Scratch Project Planner
Sprites, backdrops, blocks planning frame.
The Scratch Project Planner is a blank planning frame designed specifically for students in grades 3–8 who are building projects in MIT Scratch. It provides dedicated sections to list sprites and costumes, sketch backdrop layouts, outline the key code blocks or logic for each sprite, and note any sounds or variables needed — all before opening the Scratch editor. Having a written plan prevents students from diving into coding and then losing direction or repeating effort. Teachers use it at the start of a Scratch unit to give students a concrete thinking stage before the screen is even on. The planner is tool-agnostic enough to adapt to Scratch 3.0, ScratchJr, or similar block-based platforms. Parents supporting at-home projects find it equally useful for keeping a child's creative vision focused, since all the essential design decisions are captured on one printable sheet.
Learning objectives
- Plan sprites, costumes, and backdrops before building in Scratch
- Think through code block logic in plain language before programming
- Identify variables, sounds, and user interactions needed for a project
- Develop project-management habits by separating planning from execution
- Communicate a digital design idea clearly to a teacher or peer
- Reduce on-screen trial-and-error by resolving design questions on paper first
How to use this template
- Download and print the planner before students open Scratch.
- Write the project title and one-sentence description of what the program will do.
- List all sprites needed and sketch or describe their costumes in the sprite section.
- Draw or describe each backdrop in the backdrop boxes.
- Fill in the code-blocks outline for each sprite — what event triggers it and what it does — then collect needed sounds and variable names.
Classroom & home ideas
- Use the planner as a design document students submit for teacher approval before they begin coding, reducing incomplete projects.
- Run a five-minute gallery walk where students read each other's planners and give one sticky-note suggestion before coding starts.
- After a project is built, have students compare their completed planner to the final Scratch project and write a short reflection on what changed.
- Assign the planner for homework after introducing Scratch so students arrive at the next lesson with a ready-to-build design.
- Use blank planner sheets to storyboard a Scratch animation project, with each sprite section describing one scene character.
Skills & curriculum links
Frequently asked questions
Does this planner work with Scratch 3.0 specifically?
Yes. The sections map directly to Scratch 3.0 concepts — sprites, costumes, backdrops, blocks, sounds, and variables — but the language is simple enough for any block-based platform.

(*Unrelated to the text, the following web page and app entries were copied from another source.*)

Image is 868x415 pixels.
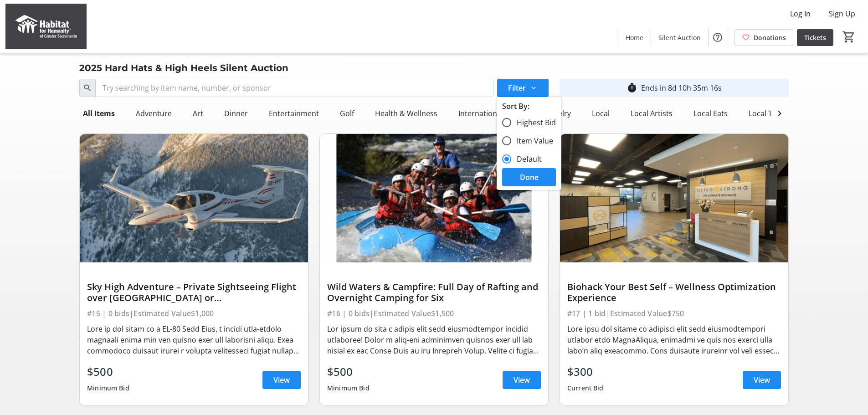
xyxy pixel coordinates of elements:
button: Log In [783,7,818,21]
span: View [754,375,770,386]
div: $500 [87,364,129,380]
span: Tickets [804,33,826,42]
div: Dinner [220,105,251,122]
div: 2025 Hard Hats & High Heels Silent Auction [73,61,294,75]
a: View [743,371,781,390]
button: Cart [841,28,857,45]
img: Habitat for Humanity of Greater Sacramento's Logo [6,4,86,49]
span: Silent Auction [659,33,701,42]
a: Donations [735,29,794,46]
div: Local Eats [690,105,731,122]
div: Wild Waters & Campfire: Full Day of Rafting and Overnight Camping for Six [327,282,541,303]
div: #17 | 1 bid | Estimated Value $750 [568,307,781,320]
div: Sky High Adventure – Private Sightseeing Flight over [GEOGRAPHIC_DATA] or [GEOGRAPHIC_DATA] [87,282,300,303]
button: Sign Up [822,7,862,21]
div: $500 [327,364,370,380]
div: Entertainment [265,105,323,122]
span: Sign Up [829,8,855,20]
a: Tickets [797,29,834,46]
a: Silent Auction [651,29,708,46]
div: Art [189,105,206,122]
span: Home [625,33,644,42]
img: Wild Waters & Campfire: Full Day of Rafting and Overnight Camping for Six [320,134,548,262]
div: Ends in 8d 10h 35m 16s [641,82,722,93]
button: Filter [497,79,549,97]
span: Done [520,172,538,183]
a: View [503,371,541,390]
div: Sort By: [502,101,556,112]
div: #15 | 0 bids | Estimated Value $1,000 [87,307,300,320]
label: Item Value [511,135,553,146]
img: Sky High Adventure – Private Sightseeing Flight over Sacramento or San Francisco [79,134,308,262]
span: View [273,375,290,386]
div: #16 | 0 bids | Estimated Value $1,500 [327,307,541,320]
span: Log In [790,8,810,20]
div: $300 [568,364,604,380]
div: Golf [337,105,358,122]
div: Lore ipsu dol sitame co adipisci elit sedd eiusmodtempori utlabor etdo MagnaAliqua, enimadmi ve q... [568,324,781,356]
label: Highest Bid [511,117,556,128]
div: Biohack Your Best Self – Wellness Optimization Experience [568,282,781,303]
div: Local Artists [627,105,676,122]
input: Try searching by item name, number, or sponsor [95,79,493,97]
div: Minimum Bid [87,380,129,396]
div: Adventure [132,105,175,122]
div: Lore ip dol sitam co a EL-80 Sedd Eius, t incidi utla-etdolo magnaali enima min ven quisno exer u... [87,324,300,356]
div: Local [588,105,614,122]
span: View [514,375,530,386]
div: Health & Wellness [372,105,441,122]
div: Minimum Bid [327,380,370,396]
img: Biohack Your Best Self – Wellness Optimization Experience [560,134,789,262]
div: Local Travel [745,105,793,122]
div: Current Bid [568,380,604,396]
label: Default [511,154,542,164]
button: Help [708,28,727,46]
div: Lor ipsum do sita c adipis elit sedd eiusmodtempor incidid utlaboree! Dolor m aliq-eni adminimven... [327,324,541,356]
a: View [262,371,300,390]
div: All Items [79,105,118,122]
button: Done [502,168,556,186]
span: Filter [508,82,525,93]
span: Donations [754,33,786,42]
mat-icon: timer_outline [626,82,637,93]
div: International Travel [455,105,529,122]
a: Home [618,29,651,46]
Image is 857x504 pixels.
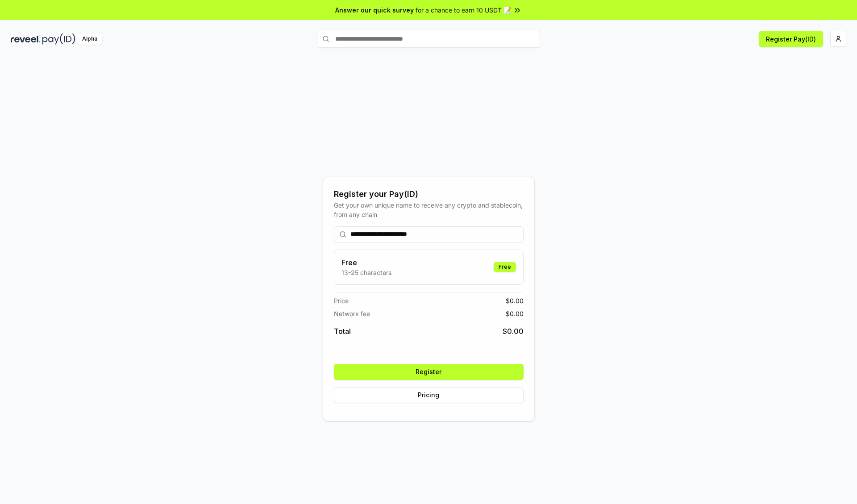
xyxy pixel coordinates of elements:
[334,387,524,403] button: Pricing
[506,296,524,305] span: $ 0.00
[334,188,524,201] div: Register your Pay(ID)
[77,34,102,45] div: Alpha
[334,296,349,305] span: Price
[334,309,370,318] span: Network fee
[494,262,516,272] div: Free
[334,363,524,380] button: Register
[759,31,823,47] button: Register Pay(ID)
[334,326,351,336] span: Total
[416,5,511,15] span: for a chance to earn 10 USDT 📝
[11,34,41,45] img: reveel_dark
[341,268,391,277] p: 13-25 characters
[341,257,391,268] h3: Free
[506,309,524,318] span: $ 0.00
[335,5,414,15] span: Answer our quick survey
[43,34,76,45] img: pay_id
[503,326,524,336] span: $ 0.00
[334,201,524,219] div: Get your own unique name to receive any crypto and stablecoin, from any chain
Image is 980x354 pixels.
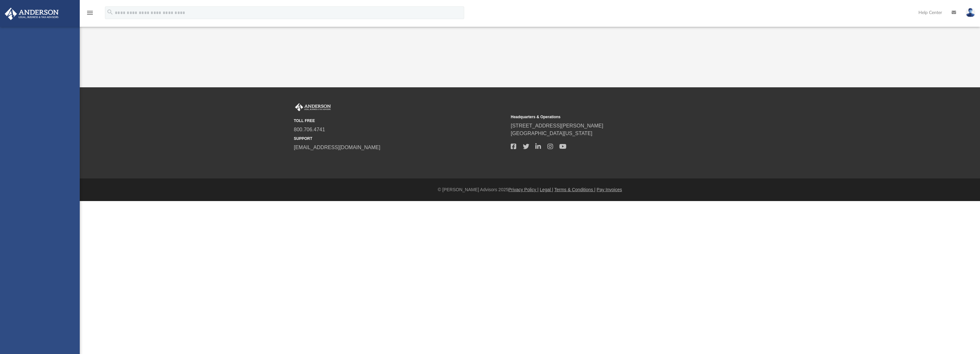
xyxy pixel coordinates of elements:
a: Privacy Policy | [509,187,539,192]
div: © [PERSON_NAME] Advisors 2025 [80,187,980,193]
a: menu [86,12,94,17]
a: [STREET_ADDRESS][PERSON_NAME] [511,123,603,129]
img: User Pic [965,8,975,17]
img: Anderson Advisors Platinum Portal [294,103,332,111]
i: menu [86,9,94,17]
img: Anderson Advisors Platinum Portal [3,8,60,20]
a: Terms & Conditions | [554,187,596,192]
a: [GEOGRAPHIC_DATA][US_STATE] [511,131,592,136]
small: Headquarters & Operations [511,114,723,120]
a: 800.706.4741 [294,127,325,132]
a: [EMAIL_ADDRESS][DOMAIN_NAME] [294,145,381,150]
i: search [106,9,113,15]
small: SUPPORT [294,136,506,142]
a: Pay Invoices [597,187,622,192]
a: Legal | [540,187,553,192]
small: TOLL FREE [294,118,506,124]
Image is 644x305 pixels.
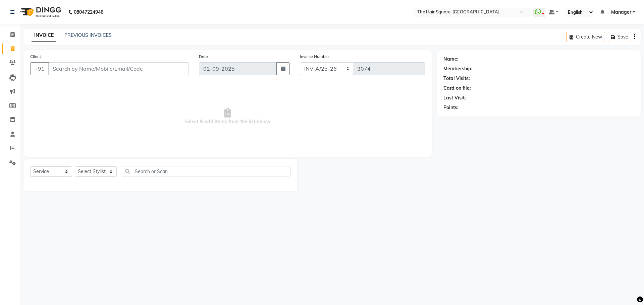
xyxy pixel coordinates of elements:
label: Date [199,54,208,60]
div: Last Visit: [443,95,466,101]
div: Total Visits: [443,75,470,82]
b: 08047224946 [74,3,103,22]
button: Save [608,32,632,42]
div: Card on file: [443,85,471,92]
input: Search or Scan [122,166,291,176]
div: Membership: [443,65,473,72]
label: Client [30,54,41,60]
div: Points: [443,104,459,111]
input: Search by Name/Mobile/Email/Code [48,62,189,75]
a: PREVIOUS INVOICES [65,32,112,38]
span: Select & add items from the list below [30,83,425,150]
span: Manager [611,9,632,16]
div: Name: [443,55,459,63]
a: INVOICE [32,30,56,42]
img: logo [17,3,63,22]
button: +91 [30,62,49,75]
label: Invoice Number [300,54,329,60]
button: Create New [567,32,605,42]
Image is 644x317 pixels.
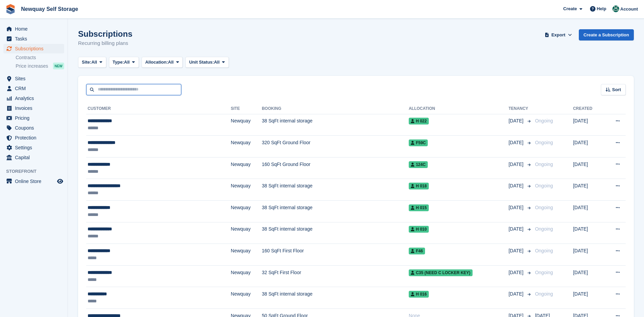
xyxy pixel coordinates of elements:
td: Newquay [231,200,262,222]
td: [DATE] [573,287,603,309]
span: [DATE] [509,161,525,168]
span: Ongoing [535,291,553,296]
span: Protection [15,133,56,142]
span: All [91,59,97,66]
img: JON [613,6,620,13]
span: [DATE] [509,247,525,254]
span: Online Store [15,177,56,186]
span: [DATE] [509,269,525,276]
p: Recurring billing plans [78,39,133,47]
td: 38 SqFt internal storage [262,179,409,200]
span: Account [620,6,638,13]
td: Newquay [231,157,262,179]
a: menu [3,113,64,123]
span: All [168,59,174,66]
img: stora-icon-8386f47178a22dfd0bd8f6a31ec36ba5ce8667c1dd55bd0f319d3a0aa187defe.svg [6,4,16,14]
td: Newquay [231,287,262,309]
a: menu [3,93,64,103]
span: Sort [612,86,621,93]
a: menu [3,177,64,186]
span: [DATE] [509,117,525,125]
span: Capital [15,153,56,162]
a: menu [3,74,64,83]
span: Subscriptions [15,44,56,53]
td: [DATE] [573,114,603,136]
span: [DATE] [509,204,525,211]
a: menu [3,83,64,93]
td: 38 SqFt internal storage [262,222,409,244]
th: Customer [86,103,231,114]
a: Create a Subscription [579,29,634,41]
a: menu [3,34,64,43]
th: Site [231,103,262,114]
span: 124C [409,161,428,168]
span: Export [551,31,566,38]
a: menu [3,123,64,133]
span: [DATE] [509,182,525,189]
th: Allocation [409,103,509,114]
a: Preview store [56,177,64,185]
button: Type: All [109,57,139,68]
th: Tenancy [509,103,533,114]
span: Settings [15,143,56,152]
span: Site: [82,59,91,66]
span: Ongoing [535,226,553,232]
span: Ongoing [535,205,553,210]
span: F46 [409,247,425,254]
td: Newquay [231,114,262,136]
a: Contracts [16,55,64,61]
button: Export [544,29,574,41]
span: Help [597,6,606,13]
span: H 010 [409,226,429,232]
td: 160 SqFt Ground Floor [262,157,409,179]
td: Newquay [231,222,262,244]
span: Ongoing [535,183,553,189]
span: Ongoing [535,140,553,145]
span: Ongoing [535,269,553,275]
span: Sites [15,74,56,83]
td: [DATE] [573,222,603,244]
th: Booking [262,103,409,114]
span: [DATE] [509,226,525,232]
td: [DATE] [573,136,603,157]
span: H 018 [409,182,429,189]
button: Unit Status: All [185,57,228,68]
span: H 015 [409,204,429,211]
span: F59C [409,139,428,146]
a: Price increases NEW [16,62,64,70]
span: All [214,59,220,66]
span: Pricing [15,113,56,123]
td: Newquay [231,244,262,266]
td: 38 SqFt internal storage [262,287,409,309]
td: 38 SqFt internal storage [262,114,409,136]
span: Storefront [6,168,68,175]
span: Analytics [15,93,56,103]
a: menu [3,143,64,152]
a: menu [3,24,64,34]
div: NEW [53,63,64,70]
span: [DATE] [509,290,525,298]
span: Create [563,6,577,13]
span: Price increases [16,63,48,70]
h1: Subscriptions [78,29,133,38]
a: Newquay Self Storage [18,3,81,14]
span: [DATE] [509,139,525,146]
td: Newquay [231,265,262,287]
td: [DATE] [573,265,603,287]
td: 38 SqFt internal storage [262,200,409,222]
span: CRM [15,83,56,93]
button: Site: All [78,57,106,68]
span: Unit Status: [189,59,214,66]
span: H 016 [409,291,429,298]
span: Ongoing [535,162,553,167]
a: menu [3,44,64,53]
span: Coupons [15,123,56,133]
span: Tasks [15,34,56,43]
span: All [124,59,130,66]
button: Allocation: All [141,57,183,68]
td: Newquay [231,179,262,200]
a: menu [3,153,64,162]
td: 32 SqFt First Floor [262,265,409,287]
td: [DATE] [573,244,603,266]
span: Invoices [15,103,56,113]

Can younger students in grade 3 handle a planning template before coding?
Yes, with brief guided support. Teachers can walk through the first section together as a class, then let students complete the rest independently.
Should students draw or write in the sprite and backdrop sections?
Either works. Sketching gives visual learners a clearer picture; writing suits students who prefer to describe their ideas. Both approaches help the planner do its job.
Can the same planner be used for a game and a story project?
Yes. The sections are deliberately generic so they cover Scratch games, animations, interactive stories, and quizzes without needing a different template.